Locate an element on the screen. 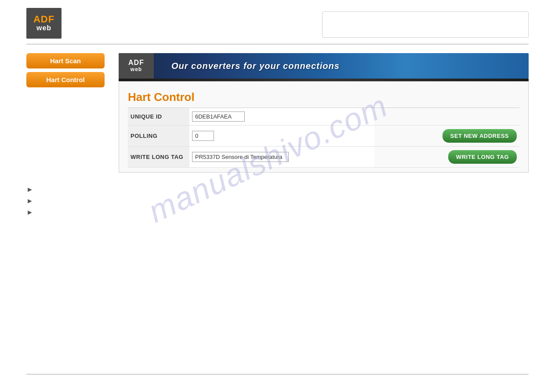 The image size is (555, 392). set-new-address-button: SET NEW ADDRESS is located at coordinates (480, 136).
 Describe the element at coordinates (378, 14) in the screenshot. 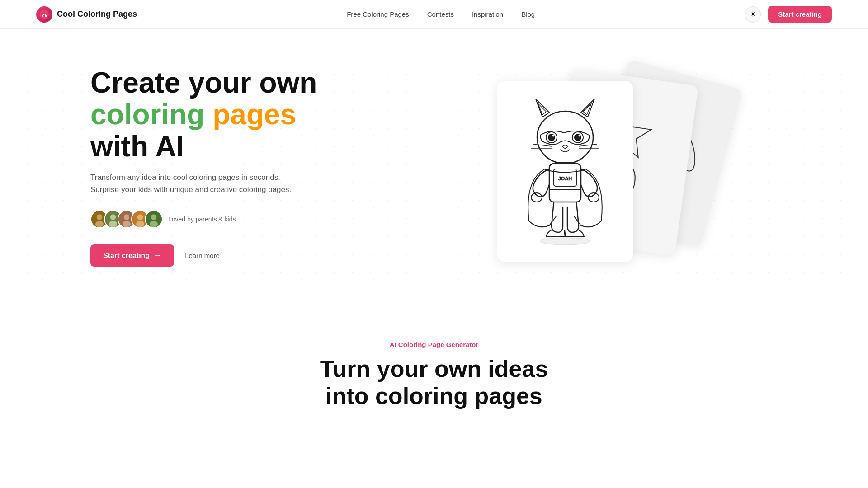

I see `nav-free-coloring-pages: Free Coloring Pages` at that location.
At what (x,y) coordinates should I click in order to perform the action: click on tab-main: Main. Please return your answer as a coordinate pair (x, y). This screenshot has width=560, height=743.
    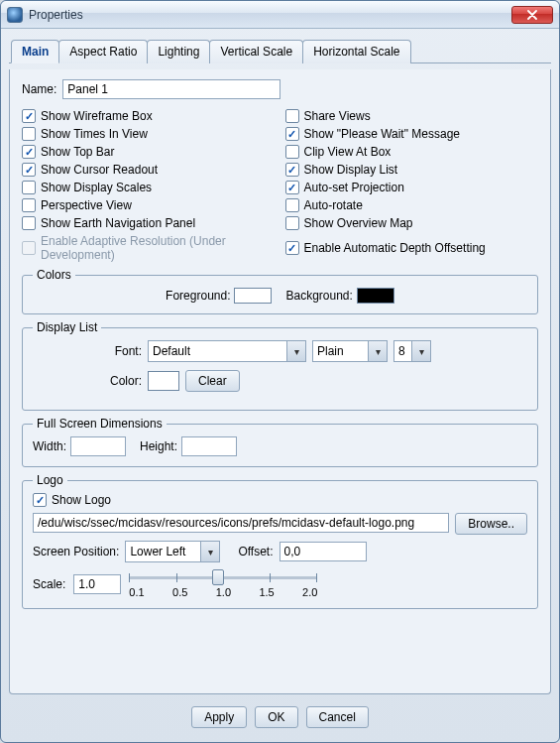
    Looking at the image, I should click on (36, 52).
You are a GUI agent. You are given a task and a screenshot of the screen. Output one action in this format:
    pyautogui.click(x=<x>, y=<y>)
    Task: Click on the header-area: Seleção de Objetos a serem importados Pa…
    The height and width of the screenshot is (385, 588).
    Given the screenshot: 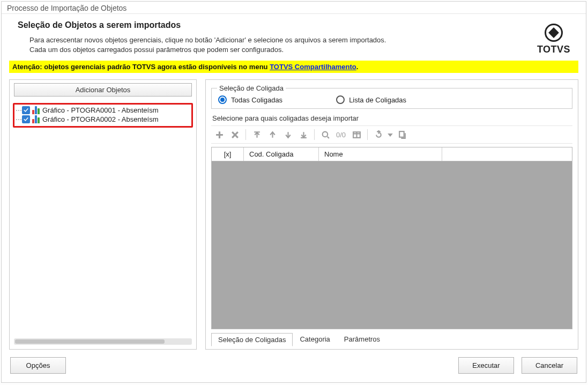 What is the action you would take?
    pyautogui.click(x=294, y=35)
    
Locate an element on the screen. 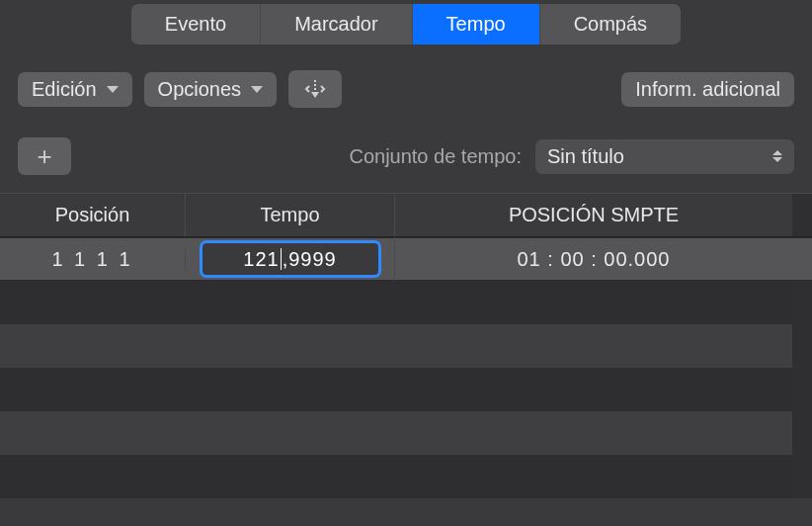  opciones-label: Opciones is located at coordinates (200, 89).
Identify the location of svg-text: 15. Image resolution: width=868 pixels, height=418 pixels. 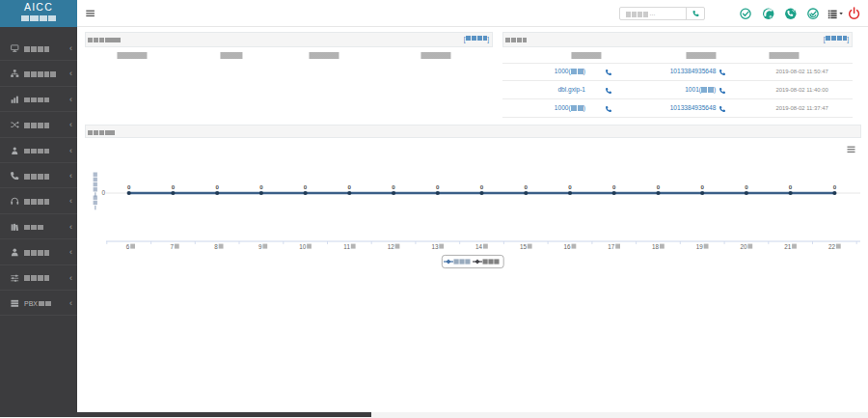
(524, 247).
##########
◆ **TASK STATEMENT**
Print, exactly and only, the lines running from the line with "Identify the location" through the last line of the data, including both. Skip any picture.

◆ **EXERCISE RESULT**
Identify the location of svg-text: 15. Image resolution: width=868 pixels, height=418 pixels. 
(524, 247).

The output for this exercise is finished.